Saturday, October 04, 2008

Photojournalist, 27 years in Wasilla, seeks its soul

For 27 years, photojournalist Bill Hess has lived in Wasilla, Alaska, which few Americans had heard of until its former mayor became the Republican nominee for vice president of the United States. Bill has been posting his photographs on blogs for some time, but with Wasilla much in the news he has broadened his agenda. His new blog is called Wasilla by 300, meaning its scope is a 300-mile radius of the town, "perhaps the most wild, dramatic, gorgeous, beautiful section of land and sea to be found in any comparable space anywhere on Earth." It includes Wasilla's sister city of Palmer, where Hess took the Alaska State Fair photo at left.
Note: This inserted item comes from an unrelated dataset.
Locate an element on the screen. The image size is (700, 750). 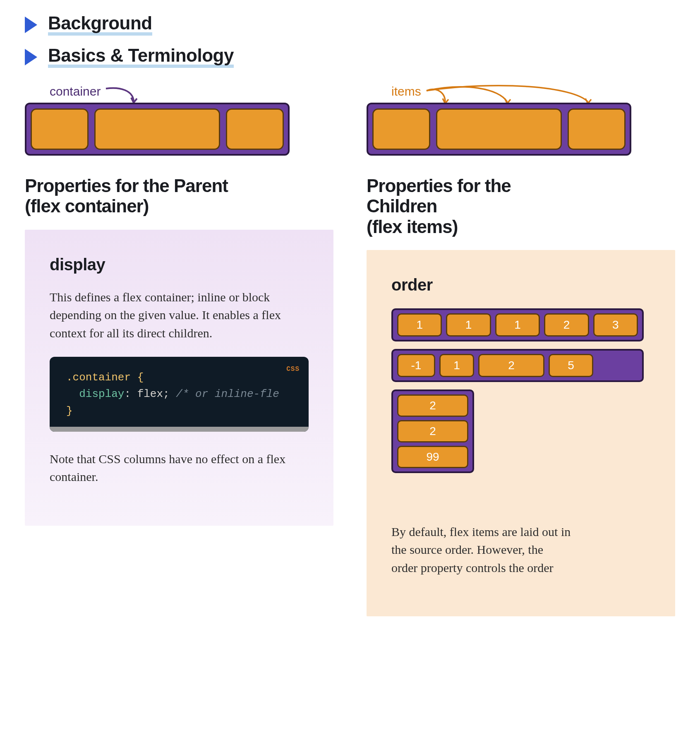
property-note: Note that CSS columns have no effect on … is located at coordinates (179, 468).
"Wasilla is not the quintessential small American city that it has recently been built up to be since former Mayor Sarah Palin was chosen by John McCain to be his running mate. Yet -- Wasilla is my home and if I am lucky it will be until I grow old and die," Hess writes. "Wasilla is a sprawling community that has been slapped down hodge-podge upon what was so recently wilderness of the most exquisite beauty. In its design, it is deliberately anti-zoned, anti-planned. In the building of Wasilla, the desire to make a buck has trumped aesthetics and all other considerations. This town, built in the midst of exquisite beauty, has largely become an unsightly, unattractive, mess of urban sprawl."
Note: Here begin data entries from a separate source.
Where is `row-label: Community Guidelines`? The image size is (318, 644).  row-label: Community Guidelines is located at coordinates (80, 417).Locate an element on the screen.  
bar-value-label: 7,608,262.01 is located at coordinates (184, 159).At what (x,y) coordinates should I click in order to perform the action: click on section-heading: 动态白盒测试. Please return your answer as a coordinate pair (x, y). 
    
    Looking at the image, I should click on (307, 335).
Many of Hess's Wasilla photographs are "grab shots," taken as he drives around the area, like the one above. "Despite the odd, random, nature of the images, I believe they communicate something powerful about this town that I have never seen expressed anywhere else," he writes. "if one were to search hard enough, it might just be possible to find a sense of community here, and a town soul. So, using my skills as a photojournalist and a writer, I hope to do just that. If this place has a sense of community, I will find it. If there is a town soul to Wasilla, I will document it." Hess also has a site that displays his professional work, here.